Marketplace’s Mitchell Hartman reports help may be on the way.


Mitchell Hartman: In Washington today, wireless carriers, big-city police chiefs and the FCC announced a new national database for stolen cell phones. In essence: a list of the serial numbers of every phone reported ‘missing-and-presumed-pilfered.’

The phone companies will use the list to block a thief, or anyone they sell your stolen phone to, from reactivating it. Chris Guttman-McCabe of the Wireless Trade Association.

Chris Guttman-McCabe: What this effort will do is dry up the value of those phones, and really dry up the aftermarket, because you’re taking away the profit motive from the criminals if they can’t reactivate them.

And hitting the criminals’ bottom line is crucial. Used iPhones can sell for hundreds of dollars on eBay or Craigslist. Cell phone thefts are way up across the country.

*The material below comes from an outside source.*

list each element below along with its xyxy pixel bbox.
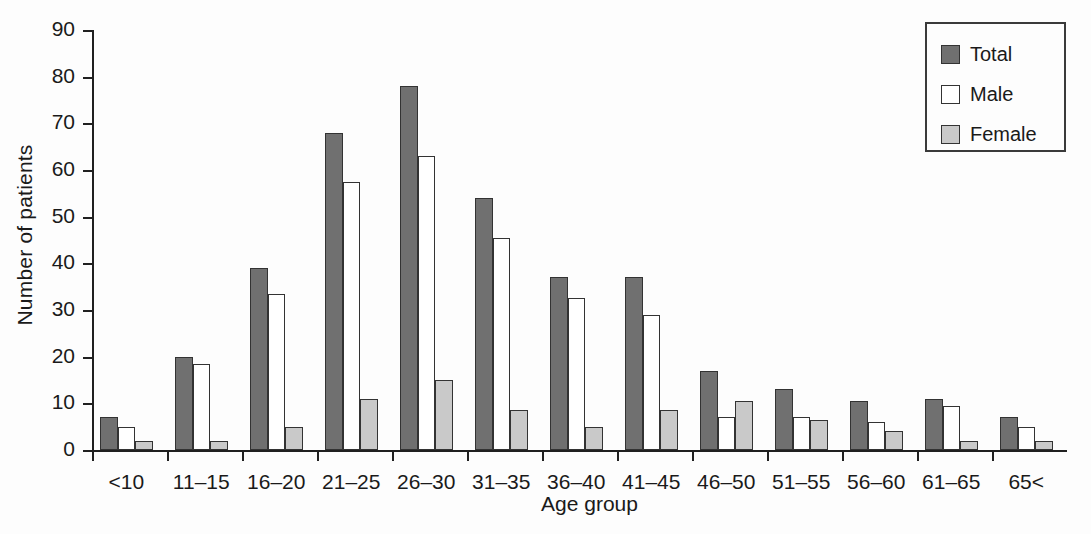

Chester Wisniewski of computer security firm Sophos says the new anti-theft policies could encourage thieves to go after the data on your mobile phone instead.

Chester Wisniewski: If we take the dollar value away from stealing the phone and being able to sell it, you know, will that then shift to ‘how valuable is your Facebook identity, how valuable is your Bank of America app that automatically logs in from your phone?’ We’re not really seeing a market in that today, but that might change.

Wisniewski says you can make it harder for crooks to get that data by password-protecting your mobile devices. Also, installing apps that let you lock, locate, and wipe your phone clean of data — after it goes missing.

I’m Mitchell Hartman for Marketplace.